“It’s not my kind of picture”: the only thing John Wayne liked about the “perverted” movie he despised
One of the most irritating things about watching a movie you hate is when there’s something really good about it, whether it’s a performance, a scene, the musical score, or the direction. John Wayne openly lambasted a history-making movie he despised as “perverted,” but even he managed to find a positive.
He went public with his opposition to the film, but he kept his praise private. For a while, at least, until his daughter revealed that he actually had something genuinely nice to say about an Academy Award-winning classic that helped nudge Hollywood in a direction ‘The Duke’ didn’t want to see it go.
If he had his way, things would have remained exactly as they’d been for the duration of his career as a leading man and box office draw. Unfortunately for Wayne, the industry doesn’t work that way, and as the ‘Golden Age’ gave way to ‘New Hollywood’, the icon was repulsed by the latest paradigm shift.
During his infamous Playboy interview, he decried John Schlesinger’s Midnight Cowboy and Dennis Hopper’s Easy Rider, two of the most influential films of their era, as “perverted.” He especially rounded on the latter, though: “Wouldn’t you say that the wonderful love of those two men in Midnight Cowboy, a story about two fags, qualifies?”
Needless to say, Wayne wasn’t impressed. However, the Academy was; it won three Oscars for ‘Best Picture’, ‘Best Director’, and ‘Best Adapted Screenplay’, where it also became the first, and still only, X-rated feature to win a prize at the biggest and most celebrated awards ceremony in town.
Ironically, ‘The Duke’ found himself competing directly against its two stars, with Dustin Hoffman and Jon Voight shortlisted for ‘Best Actor’ alongside his turn as Rooster Cogburn in True Grit, with Anne of a Thousand Days‘ Richard Burton and Goodbye, Mr Chips‘ Peter O’Toole rounding out an impressive field.
According to his daughter, Aissa, he didn’t think he stood a chance of winning. “At least I keep damn fine company,” she remembered him saying. “But one of them is bound to win.” The way he spoke about Midnight Cowboy would suggest that he’d rather do anything else than bestow it with even the tiniest shred of praise, but that wasn’t the case.
“His performance was so big, so brilliant,” he told his daughter, referring to Hoffman. “It’s not my kind of picture, but I know a great actor when I see one.” As it turned out, the only reason he bothered watching it was because he wanted to check out the competition and gauge whether or not he had a chance of finally winning the Oscar he coveted so dearly.
“With its explicit violence and homosexuality, it really wasn’t his kind of picture,” Aissa wrote in John Wayne: My Father. “Normally, my father would never have seen it, or else stomped out on it very early.” He wanted to see what he was up against, and as much as he abhorred Midnight Cowboy, he couldn’t help but admit that Hoffman delivered a top-tier performance.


### EXERCISE DETAILS
Each entry is to be restated word for word, with nothing omitted.
══ AVAILABLE DATA ══
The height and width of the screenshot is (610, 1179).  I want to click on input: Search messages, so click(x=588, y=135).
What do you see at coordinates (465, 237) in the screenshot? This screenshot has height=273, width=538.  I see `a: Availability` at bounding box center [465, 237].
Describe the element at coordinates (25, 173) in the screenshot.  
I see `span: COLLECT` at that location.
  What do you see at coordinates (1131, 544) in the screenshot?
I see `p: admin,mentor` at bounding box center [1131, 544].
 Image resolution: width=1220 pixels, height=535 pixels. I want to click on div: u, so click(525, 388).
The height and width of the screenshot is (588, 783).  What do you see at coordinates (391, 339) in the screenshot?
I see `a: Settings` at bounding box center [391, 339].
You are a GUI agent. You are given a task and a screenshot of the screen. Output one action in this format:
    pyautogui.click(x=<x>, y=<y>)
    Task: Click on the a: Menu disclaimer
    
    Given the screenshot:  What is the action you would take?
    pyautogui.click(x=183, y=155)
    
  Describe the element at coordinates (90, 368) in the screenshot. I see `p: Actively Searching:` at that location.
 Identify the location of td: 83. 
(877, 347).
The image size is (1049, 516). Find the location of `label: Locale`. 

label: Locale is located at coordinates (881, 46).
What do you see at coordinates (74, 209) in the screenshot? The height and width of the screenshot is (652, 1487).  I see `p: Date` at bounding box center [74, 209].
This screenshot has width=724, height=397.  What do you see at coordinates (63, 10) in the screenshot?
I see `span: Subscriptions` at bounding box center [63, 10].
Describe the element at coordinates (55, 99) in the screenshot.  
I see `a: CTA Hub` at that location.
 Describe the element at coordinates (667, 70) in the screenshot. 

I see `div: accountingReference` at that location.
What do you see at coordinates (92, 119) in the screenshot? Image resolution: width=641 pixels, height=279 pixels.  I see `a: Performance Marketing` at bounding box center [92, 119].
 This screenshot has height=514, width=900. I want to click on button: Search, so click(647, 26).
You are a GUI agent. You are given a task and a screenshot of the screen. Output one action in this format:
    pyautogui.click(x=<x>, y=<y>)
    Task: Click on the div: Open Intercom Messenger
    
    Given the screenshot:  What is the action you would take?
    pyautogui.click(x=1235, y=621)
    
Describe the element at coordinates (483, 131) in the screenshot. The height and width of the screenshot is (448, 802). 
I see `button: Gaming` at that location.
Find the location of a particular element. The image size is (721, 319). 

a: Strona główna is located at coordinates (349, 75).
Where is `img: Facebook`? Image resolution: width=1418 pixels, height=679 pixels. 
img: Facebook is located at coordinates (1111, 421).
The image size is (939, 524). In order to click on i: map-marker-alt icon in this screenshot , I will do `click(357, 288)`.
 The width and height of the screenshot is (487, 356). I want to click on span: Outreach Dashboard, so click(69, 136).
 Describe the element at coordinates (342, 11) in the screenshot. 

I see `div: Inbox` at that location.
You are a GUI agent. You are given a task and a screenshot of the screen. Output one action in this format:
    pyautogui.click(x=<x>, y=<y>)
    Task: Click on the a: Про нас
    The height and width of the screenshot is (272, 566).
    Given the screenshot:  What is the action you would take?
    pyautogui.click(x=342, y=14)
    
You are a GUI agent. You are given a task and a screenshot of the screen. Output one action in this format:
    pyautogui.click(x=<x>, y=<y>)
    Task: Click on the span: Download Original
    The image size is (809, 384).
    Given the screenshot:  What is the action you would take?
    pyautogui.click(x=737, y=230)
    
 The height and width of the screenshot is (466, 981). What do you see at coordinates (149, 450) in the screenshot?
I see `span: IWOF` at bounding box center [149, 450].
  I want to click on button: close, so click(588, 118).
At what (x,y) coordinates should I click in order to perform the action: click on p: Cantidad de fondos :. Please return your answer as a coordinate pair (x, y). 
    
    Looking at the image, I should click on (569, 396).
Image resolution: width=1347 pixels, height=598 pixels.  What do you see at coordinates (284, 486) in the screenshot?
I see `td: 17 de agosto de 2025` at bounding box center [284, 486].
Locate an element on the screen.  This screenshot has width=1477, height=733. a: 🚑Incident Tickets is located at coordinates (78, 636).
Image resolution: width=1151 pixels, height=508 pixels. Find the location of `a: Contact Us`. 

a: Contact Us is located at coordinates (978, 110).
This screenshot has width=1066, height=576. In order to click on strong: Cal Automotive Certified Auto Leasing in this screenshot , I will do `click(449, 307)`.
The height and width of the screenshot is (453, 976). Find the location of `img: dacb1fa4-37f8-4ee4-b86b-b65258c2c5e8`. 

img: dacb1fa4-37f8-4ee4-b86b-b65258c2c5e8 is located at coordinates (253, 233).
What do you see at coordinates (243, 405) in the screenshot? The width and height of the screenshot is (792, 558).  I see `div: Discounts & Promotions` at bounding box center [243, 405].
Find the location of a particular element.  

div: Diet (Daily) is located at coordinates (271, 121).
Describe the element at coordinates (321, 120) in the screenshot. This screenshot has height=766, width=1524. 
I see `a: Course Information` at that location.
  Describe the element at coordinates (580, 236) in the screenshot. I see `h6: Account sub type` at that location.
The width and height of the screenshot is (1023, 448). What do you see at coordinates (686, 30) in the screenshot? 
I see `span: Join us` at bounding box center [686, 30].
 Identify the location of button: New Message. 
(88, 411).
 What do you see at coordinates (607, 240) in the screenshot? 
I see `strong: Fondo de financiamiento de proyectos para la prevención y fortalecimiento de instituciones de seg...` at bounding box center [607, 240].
═══
### ANSWER TO THIS PROBLEM
The height and width of the screenshot is (610, 1179).  I want to click on input: Search messages, so click(x=588, y=135).
What do you see at coordinates (465, 237) in the screenshot? This screenshot has height=273, width=538.  I see `a: Availability` at bounding box center [465, 237].
Describe the element at coordinates (25, 173) in the screenshot.  
I see `span: COLLECT` at that location.
  What do you see at coordinates (1131, 544) in the screenshot?
I see `p: admin,mentor` at bounding box center [1131, 544].
 Image resolution: width=1220 pixels, height=535 pixels. I want to click on div: u, so click(525, 388).
The height and width of the screenshot is (588, 783).  What do you see at coordinates (391, 339) in the screenshot?
I see `a: Settings` at bounding box center [391, 339].
You are a GUI agent. You are given a task and a screenshot of the screen. Output one action in this format:
    pyautogui.click(x=<x>, y=<y>)
    Task: Click on the a: Menu disclaimer
    
    Given the screenshot:  What is the action you would take?
    pyautogui.click(x=183, y=155)
    
  Describe the element at coordinates (90, 368) in the screenshot. I see `p: Actively Searching:` at that location.
 Identify the location of td: 83. 
(877, 347).
The image size is (1049, 516). Find the location of `label: Locale`. 

label: Locale is located at coordinates (881, 46).
What do you see at coordinates (74, 209) in the screenshot? The height and width of the screenshot is (652, 1487).  I see `p: Date` at bounding box center [74, 209].
This screenshot has width=724, height=397.  What do you see at coordinates (63, 10) in the screenshot?
I see `span: Subscriptions` at bounding box center [63, 10].
Describe the element at coordinates (55, 99) in the screenshot.  
I see `a: CTA Hub` at that location.
 Describe the element at coordinates (667, 70) in the screenshot. 

I see `div: accountingReference` at that location.
What do you see at coordinates (92, 119) in the screenshot? Image resolution: width=641 pixels, height=279 pixels.  I see `a: Performance Marketing` at bounding box center [92, 119].
 This screenshot has height=514, width=900. I want to click on button: Search, so click(647, 26).
You are a GUI agent. You are given a task and a screenshot of the screen. Output one action in this format:
    pyautogui.click(x=<x>, y=<y>)
    Task: Click on the div: Open Intercom Messenger
    
    Given the screenshot:  What is the action you would take?
    pyautogui.click(x=1235, y=621)
    
Describe the element at coordinates (483, 131) in the screenshot. The height and width of the screenshot is (448, 802). 
I see `button: Gaming` at that location.
Find the location of a particular element. The image size is (721, 319). 

a: Strona główna is located at coordinates (349, 75).
Where is `img: Facebook`? Image resolution: width=1418 pixels, height=679 pixels. 
img: Facebook is located at coordinates (1111, 421).
The image size is (939, 524). In order to click on i: map-marker-alt icon in this screenshot , I will do `click(357, 288)`.
 The width and height of the screenshot is (487, 356). I want to click on span: Outreach Dashboard, so click(69, 136).
 Describe the element at coordinates (342, 11) in the screenshot. 

I see `div: Inbox` at that location.
You are a GUI agent. You are given a task and a screenshot of the screen. Output one action in this format:
    pyautogui.click(x=<x>, y=<y>)
    Task: Click on the a: Про нас
    The height and width of the screenshot is (272, 566).
    Given the screenshot:  What is the action you would take?
    pyautogui.click(x=342, y=14)
    
You are a GUI agent. You are given a task and a screenshot of the screen. Output one action in this format:
    pyautogui.click(x=<x>, y=<y>)
    Task: Click on the span: Download Original
    The image size is (809, 384).
    Given the screenshot:  What is the action you would take?
    pyautogui.click(x=737, y=230)
    
 The height and width of the screenshot is (466, 981). What do you see at coordinates (149, 450) in the screenshot?
I see `span: IWOF` at bounding box center [149, 450].
  I want to click on button: close, so click(588, 118).
At what (x,y) coordinates should I click in order to perform the action: click on p: Cantidad de fondos :. Please return your answer as a coordinate pair (x, y). 
    
    Looking at the image, I should click on (569, 396).
Image resolution: width=1347 pixels, height=598 pixels.  What do you see at coordinates (284, 486) in the screenshot?
I see `td: 17 de agosto de 2025` at bounding box center [284, 486].
Locate an element on the screen.  This screenshot has width=1477, height=733. a: 🚑Incident Tickets is located at coordinates (78, 636).
Image resolution: width=1151 pixels, height=508 pixels. Find the location of `a: Contact Us`. 

a: Contact Us is located at coordinates (978, 110).
This screenshot has width=1066, height=576. In order to click on strong: Cal Automotive Certified Auto Leasing in this screenshot , I will do `click(449, 307)`.
The height and width of the screenshot is (453, 976). Find the location of `img: dacb1fa4-37f8-4ee4-b86b-b65258c2c5e8`. 

img: dacb1fa4-37f8-4ee4-b86b-b65258c2c5e8 is located at coordinates (253, 233).
What do you see at coordinates (243, 405) in the screenshot? The width and height of the screenshot is (792, 558).  I see `div: Discounts & Promotions` at bounding box center [243, 405].
Find the location of a particular element.  

div: Diet (Daily) is located at coordinates (271, 121).
Describe the element at coordinates (321, 120) in the screenshot. This screenshot has height=766, width=1524. 
I see `a: Course Information` at that location.
  Describe the element at coordinates (580, 236) in the screenshot. I see `h6: Account sub type` at that location.
The width and height of the screenshot is (1023, 448). What do you see at coordinates (686, 30) in the screenshot? 
I see `span: Join us` at bounding box center [686, 30].
 Identify the location of button: New Message. 
(88, 411).
 What do you see at coordinates (607, 240) in the screenshot? 
I see `strong: Fondo de financiamiento de proyectos para la prevención y fortalecimiento de instituciones de seg...` at bounding box center [607, 240].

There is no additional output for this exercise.